Well how much
power do you think the 1.5 diesel had - must have beenabout 70 max! And that had torque steer. You can easliy screw up the handling on a car with the wrong tyres.
As for the more complex joints - bollox!!!!! Most cars with engines in the front use MacPhereson strut front suspesion (front and rwd) as it eliminates the need for a top wishbone which would be hard to put in because of the engine and is also lighter than having 2 wishbones and a separate damper and less joints to go wrong. Think about it - macphereson has wishbone with 2 inner mountings and one outer ball joint. The strut is clamped in the hub at the bottom and pivotted at the top and has a thrust bearing for turning. A double wishbone setup as found on some rear wheel drive cars would need upper and lower wishbones with inner and outer mountings/ball joints and then a damper with two more mointings. That is almost double! still think it is more complicated? The only difference betweent he front hubs on FWD and RWD car with macphersons is the inclusion of a hole for the driveshaft to pass though.
To be fair though, front wheel drive cars are heavier on the driveshaft joints as they see more use due to the sterring but the only yime they ever wear out below 70K miles is on small city cars that have been driven hard around tight city bends.
Ont he other hand - read wheel drive cars require a propshaft to the back if the engine is inthe front which requires joints and bearings etc. They then have a separate diff so thats another thing to change the oil in and then they have complicated rear suspesnion - much more so normally than the front wheel drives rear suspension. Unless they have a horrible solid rear axle and then you can't call the car a sports car as those things or ****e!
Dunno where your get the whole "front wheel drive costs more to fix" from becasue they don't. They are easier as everything is at the front of the car and the part count is significantly reduced.
Oh and did i also mention - FWD is lighter , the transmission has less things to go wrong, the transmission is more compact and is safer as the natue is to understeer not oversteer like RWD does. Personalyl i can't wait to get a RWD but for practicality fwd are far better than RWD.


• [REQUIREMENT]: Reproduce the data exactly.
MATERIAL PROVIDED: Begin
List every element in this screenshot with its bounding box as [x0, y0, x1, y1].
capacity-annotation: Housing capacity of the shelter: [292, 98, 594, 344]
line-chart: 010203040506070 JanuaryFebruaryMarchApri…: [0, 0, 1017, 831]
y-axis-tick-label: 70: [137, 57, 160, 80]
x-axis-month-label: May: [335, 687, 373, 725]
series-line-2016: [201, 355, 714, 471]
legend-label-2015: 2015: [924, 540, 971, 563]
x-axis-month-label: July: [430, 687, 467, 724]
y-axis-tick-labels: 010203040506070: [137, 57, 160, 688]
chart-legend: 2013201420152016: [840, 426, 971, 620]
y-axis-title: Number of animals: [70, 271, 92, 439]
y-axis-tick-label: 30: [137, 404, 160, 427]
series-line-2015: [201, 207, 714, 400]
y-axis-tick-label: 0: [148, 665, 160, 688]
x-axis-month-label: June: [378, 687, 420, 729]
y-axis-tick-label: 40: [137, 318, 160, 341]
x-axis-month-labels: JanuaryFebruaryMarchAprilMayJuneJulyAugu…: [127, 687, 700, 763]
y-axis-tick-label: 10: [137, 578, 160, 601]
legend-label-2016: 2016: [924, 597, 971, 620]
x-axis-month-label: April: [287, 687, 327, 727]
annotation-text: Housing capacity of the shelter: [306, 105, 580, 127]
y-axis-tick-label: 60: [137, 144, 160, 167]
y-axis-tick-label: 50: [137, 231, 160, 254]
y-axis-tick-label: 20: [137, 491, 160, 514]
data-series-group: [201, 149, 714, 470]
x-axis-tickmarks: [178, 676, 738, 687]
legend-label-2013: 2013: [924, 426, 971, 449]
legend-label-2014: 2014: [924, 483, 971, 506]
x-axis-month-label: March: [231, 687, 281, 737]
MATERIAL PROVIDED: End
• [ANSWER BOX]:
List every element in this screenshot with its bounding box as [x0, y0, x1, y1].
capacity-annotation: Housing capacity of the shelter: [292, 98, 594, 344]
line-chart: 010203040506070 JanuaryFebruaryMarchApri…: [0, 0, 1017, 831]
y-axis-tick-label: 70: [137, 57, 160, 80]
x-axis-month-label: May: [335, 687, 373, 725]
series-line-2016: [201, 355, 714, 471]
legend-label-2015: 2015: [924, 540, 971, 563]
x-axis-month-label: July: [430, 687, 467, 724]
y-axis-tick-labels: 010203040506070: [137, 57, 160, 688]
chart-legend: 2013201420152016: [840, 426, 971, 620]
y-axis-title: Number of animals: [70, 271, 92, 439]
y-axis-tick-label: 30: [137, 404, 160, 427]
series-line-2015: [201, 207, 714, 400]
y-axis-tick-label: 0: [148, 665, 160, 688]
x-axis-month-label: June: [378, 687, 420, 729]
y-axis-tick-label: 40: [137, 318, 160, 341]
x-axis-month-labels: JanuaryFebruaryMarchAprilMayJuneJulyAugu…: [127, 687, 700, 763]
y-axis-tick-label: 10: [137, 578, 160, 601]
legend-label-2016: 2016: [924, 597, 971, 620]
x-axis-month-label: April: [287, 687, 327, 727]
annotation-text: Housing capacity of the shelter: [306, 105, 580, 127]
y-axis-tick-label: 60: [137, 144, 160, 167]
y-axis-tick-label: 50: [137, 231, 160, 254]
y-axis-tick-label: 20: [137, 491, 160, 514]
data-series-group: [201, 149, 714, 470]
x-axis-tickmarks: [178, 676, 738, 687]
legend-label-2013: 2013: [924, 426, 971, 449]
legend-label-2014: 2014: [924, 483, 971, 506]
x-axis-month-label: March: [231, 687, 281, 737]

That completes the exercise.